I've released v2.33.0 of BlogMore, which extends the stats page some more, and also adds a tool so a user can do all sorts of fun things with the raw data of their posts.

The addition to the stats page is a list of years along with the top five words that characterise the focused subject for those years. This is done using TF-IDF. While the results for my blog don't come as a surprise, I am pleased to see that it does turn out pretty much how I would have expected:

Blogging focus per year

This feels like another fun way to learn something about the post history for your own blog.

Which got me thinking: there's probably any number of other niche and bizarre things that could be done with the content of a blog to gain some insight as to its history, and I really shouldn't just keep adding more and more things to the stats page. But what if I wanted a way to run some code over all the posts? Wouldn't it be useful if I could get all of the parsed post data in JSON format so I can play with it?

With that idea in mind, I added the dump command. When run, it will print to stdout a full dump of all of your posts, as JSON, so you can then write your own nifty tool to read it back in and do any number of interesting checks, tests, reformats or manipulations. For example, if I wanted to use jq to pull out the metadata for this particular post I could:

blogmore dump | jq '.[] | select(.id == "posts/2026/05/2026-05-29-blogmore-v2-33-0.md") | .metadata'

which gives me this result:

{
  "title": "BlogMore v2.33.0",
  "date": "2026-05-29 14:14:10+0100",
  "category": "Coding",
  "tags": "BlogMore, Coding, PyPI, Python",
  "cover": "/attachments/2026/05/29/focus.webp"
}

I can see this being pretty useful to blogmore.el at some point, if I want to add some better querying tools or similar (not that I'd want to run a dump every time, it does require that a full parse and render has to happen).

Hopefully this will be useful to someone else. I know I'll be toying with it to find out other things about my posting history.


The expected output is each line from the one containing "At what (x,y)" to the last line of the data below, set down exactly, minus the pictures.

[EXTRACTED ENTRIES]

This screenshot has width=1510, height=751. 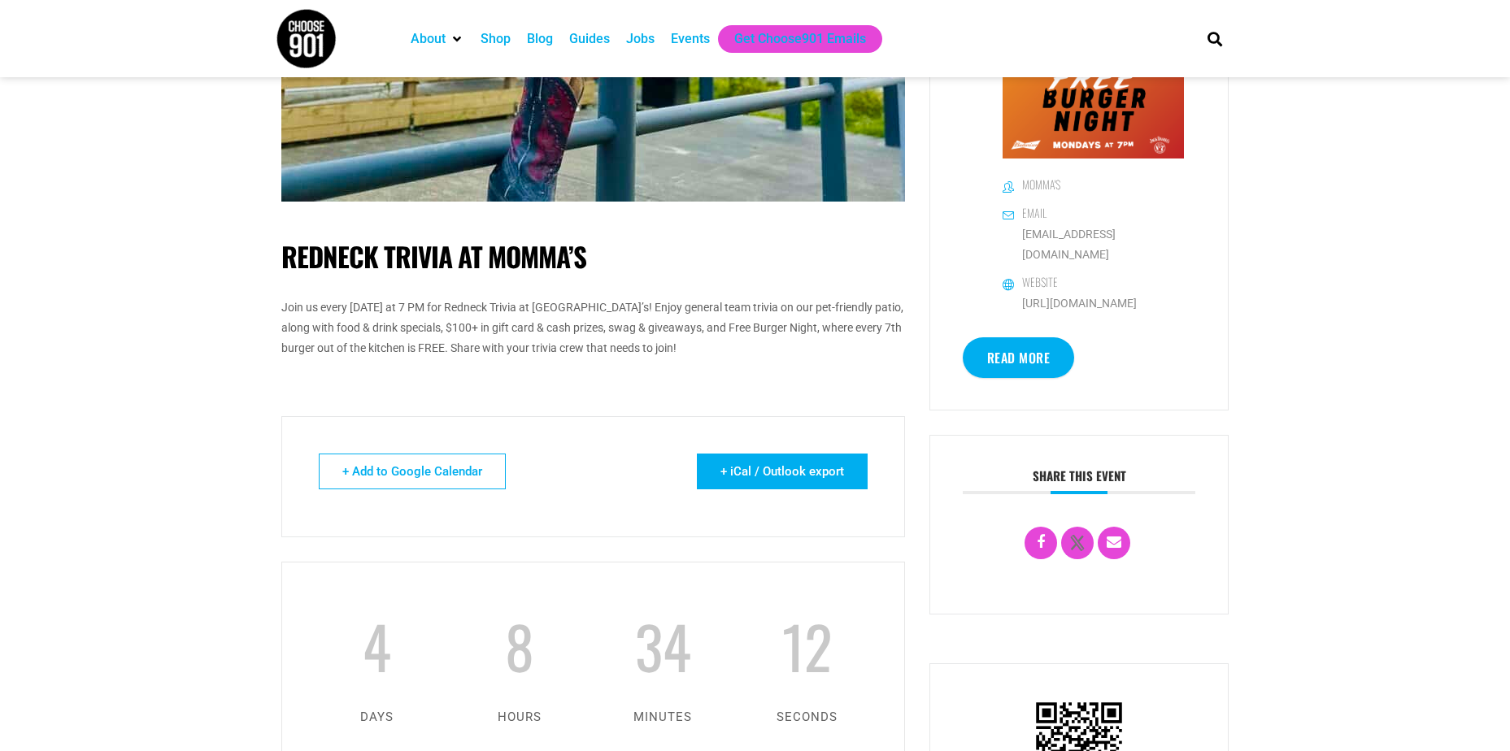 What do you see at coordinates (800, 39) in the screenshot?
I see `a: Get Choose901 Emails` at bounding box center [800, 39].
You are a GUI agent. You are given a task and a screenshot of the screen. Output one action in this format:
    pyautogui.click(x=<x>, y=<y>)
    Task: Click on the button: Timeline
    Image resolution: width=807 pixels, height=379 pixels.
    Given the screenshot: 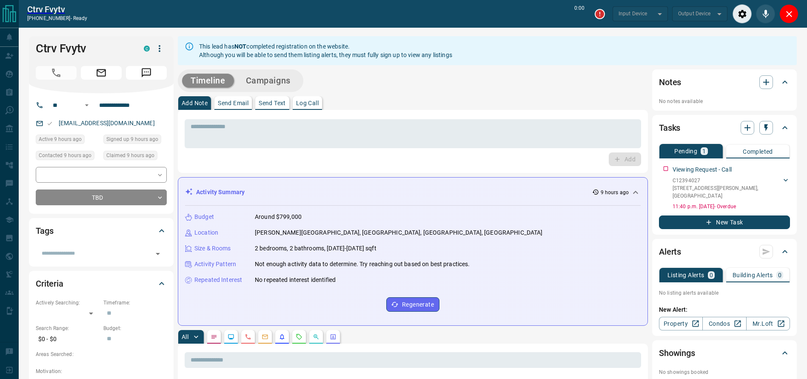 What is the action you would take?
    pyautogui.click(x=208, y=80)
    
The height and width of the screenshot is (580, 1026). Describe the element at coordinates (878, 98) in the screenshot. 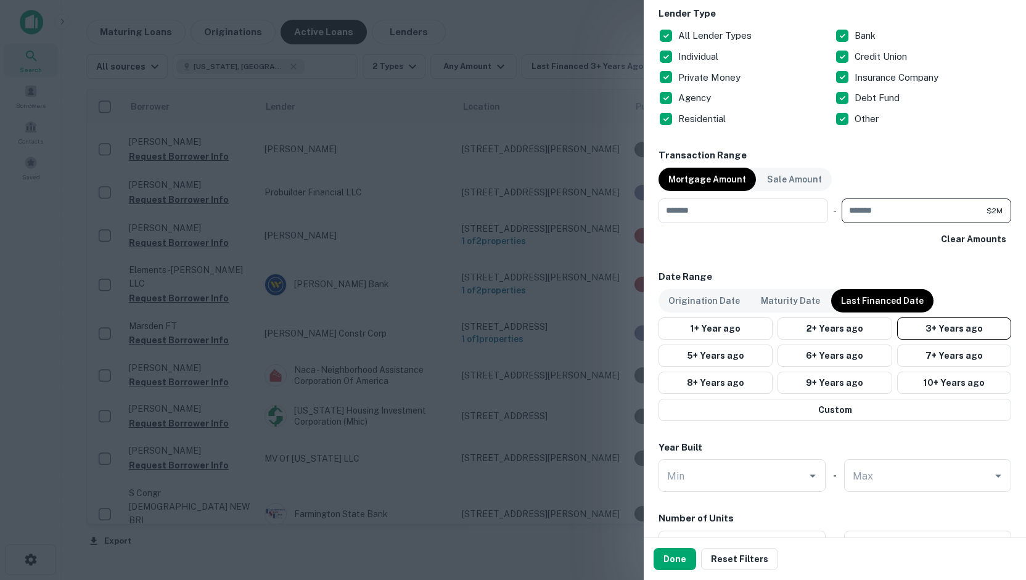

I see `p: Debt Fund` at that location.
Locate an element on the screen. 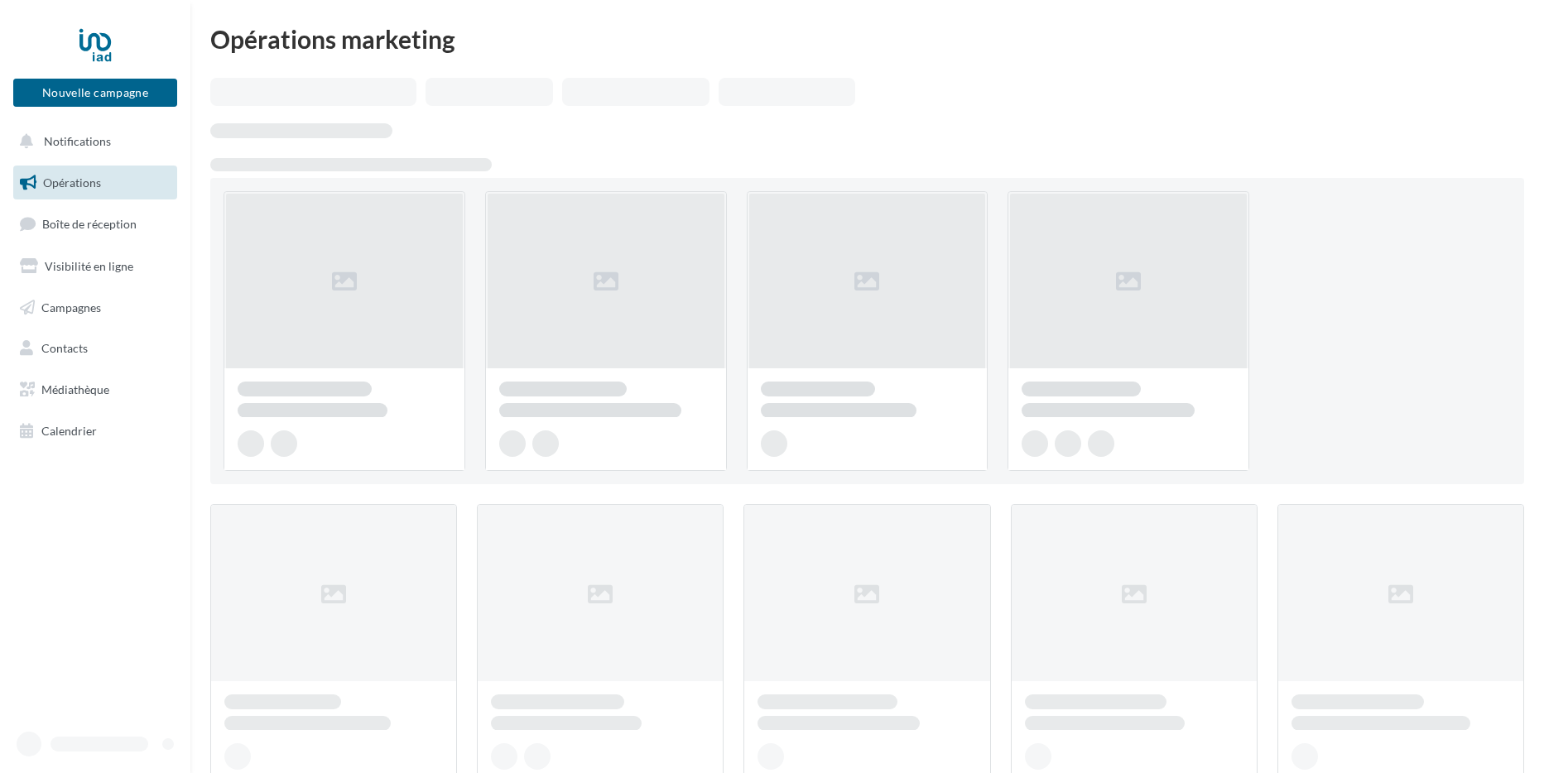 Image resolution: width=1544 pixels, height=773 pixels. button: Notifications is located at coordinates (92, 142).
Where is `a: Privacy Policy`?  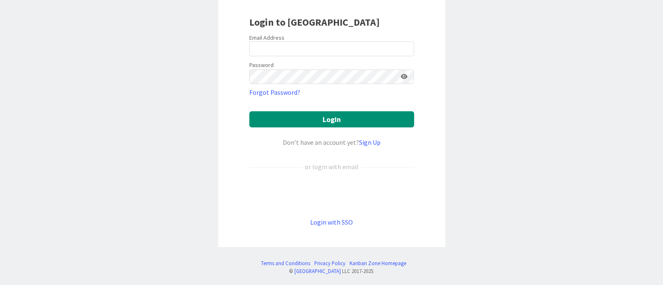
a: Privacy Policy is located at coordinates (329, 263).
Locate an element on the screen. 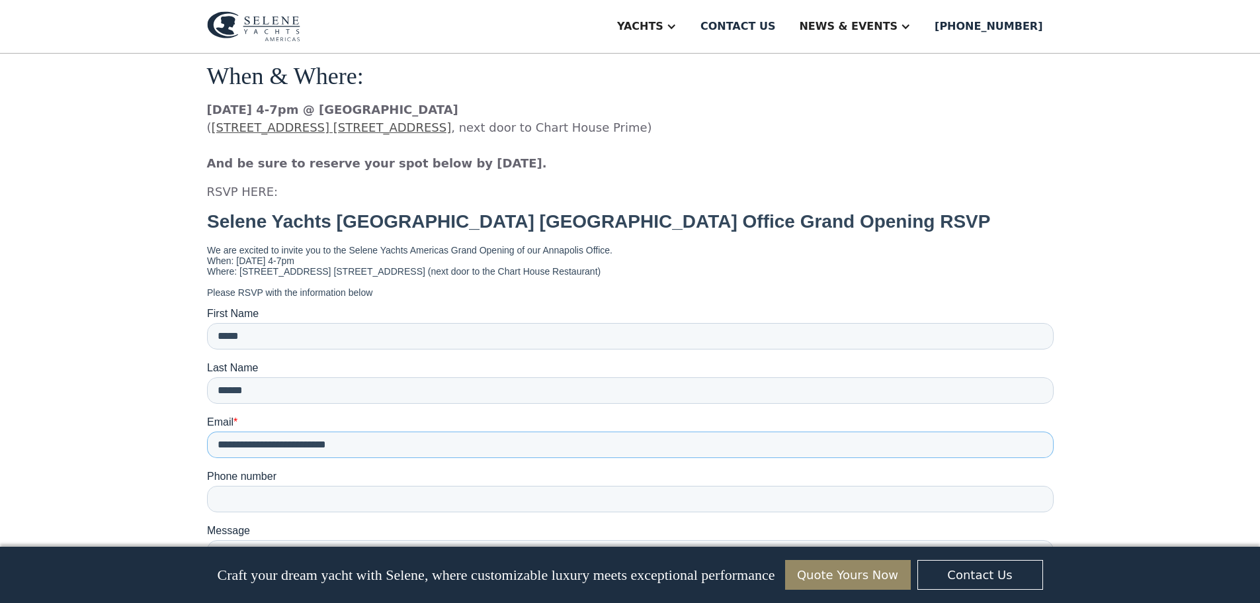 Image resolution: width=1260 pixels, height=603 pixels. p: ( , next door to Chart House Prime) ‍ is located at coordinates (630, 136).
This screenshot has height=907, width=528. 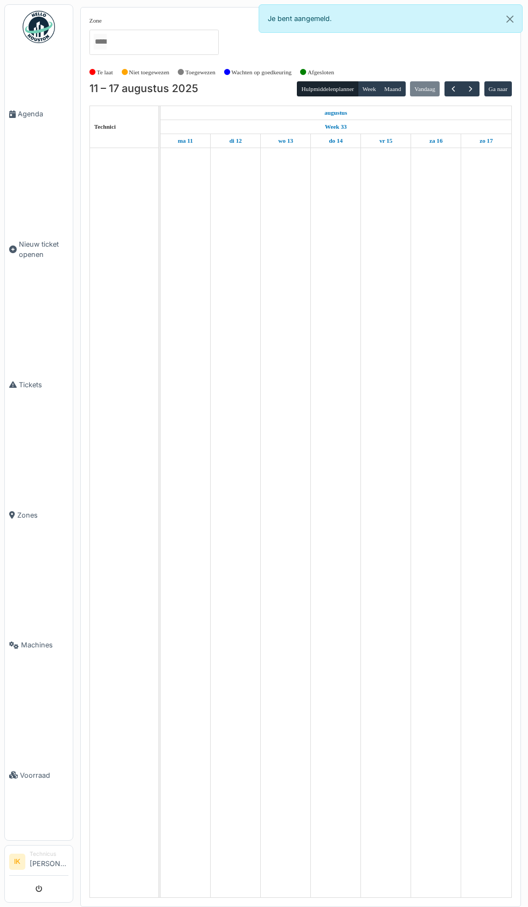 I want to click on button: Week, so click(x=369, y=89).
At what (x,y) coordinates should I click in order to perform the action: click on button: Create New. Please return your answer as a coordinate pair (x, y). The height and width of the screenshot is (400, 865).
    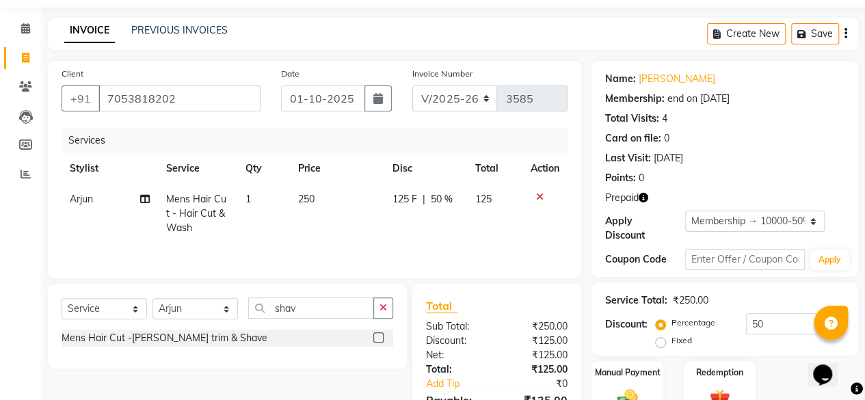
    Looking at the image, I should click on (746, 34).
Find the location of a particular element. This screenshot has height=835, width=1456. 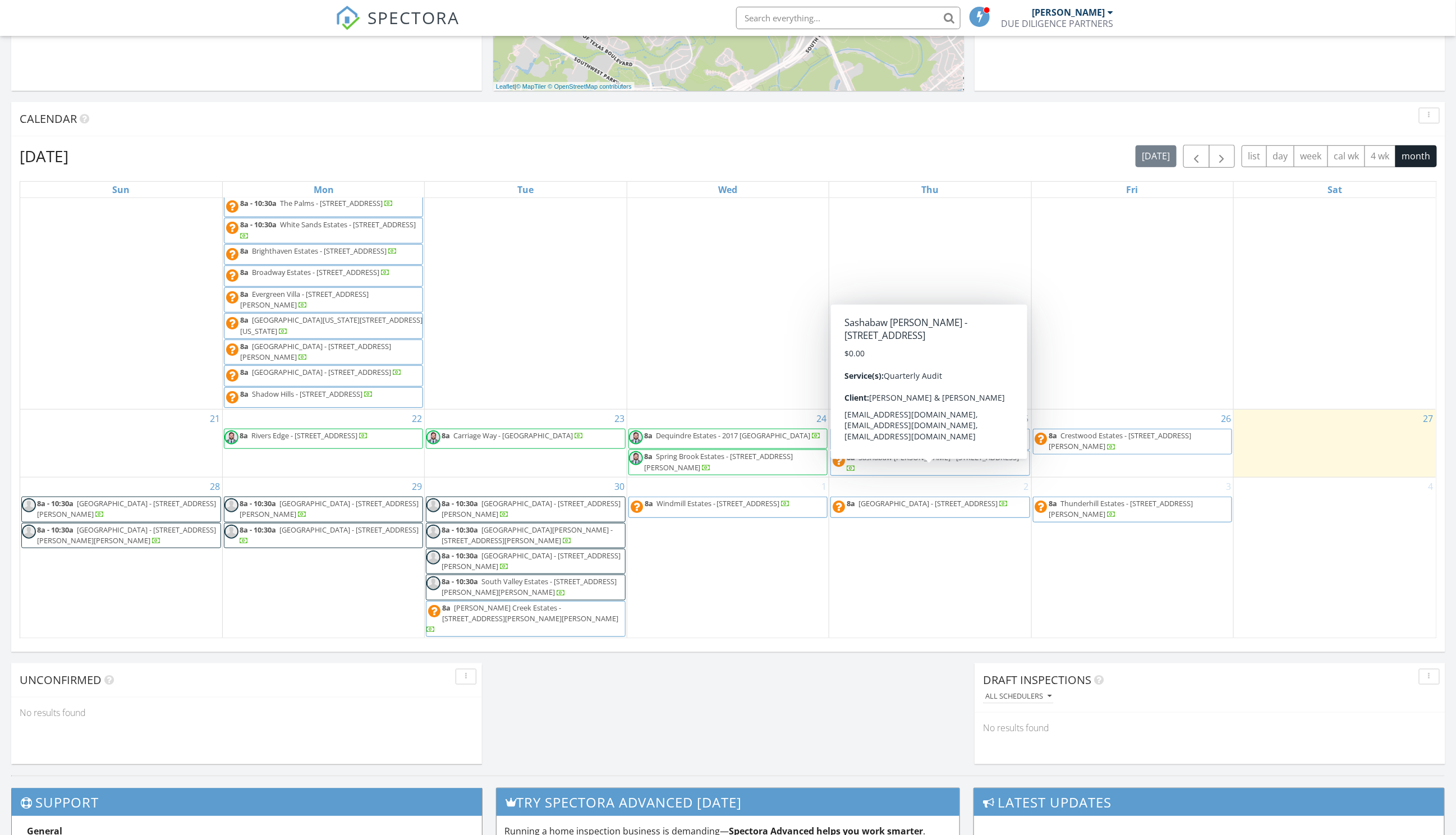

[/EXTRACTED ENTRIES]

### REPLY
At what (x,y) coordinates should I click in order to perform the action: click on button: Create New. Please return your answer as a coordinate pair (x, y). The height and width of the screenshot is (400, 865).
    Looking at the image, I should click on (746, 34).
Find the location of a particular element. This screenshot has height=835, width=1456. 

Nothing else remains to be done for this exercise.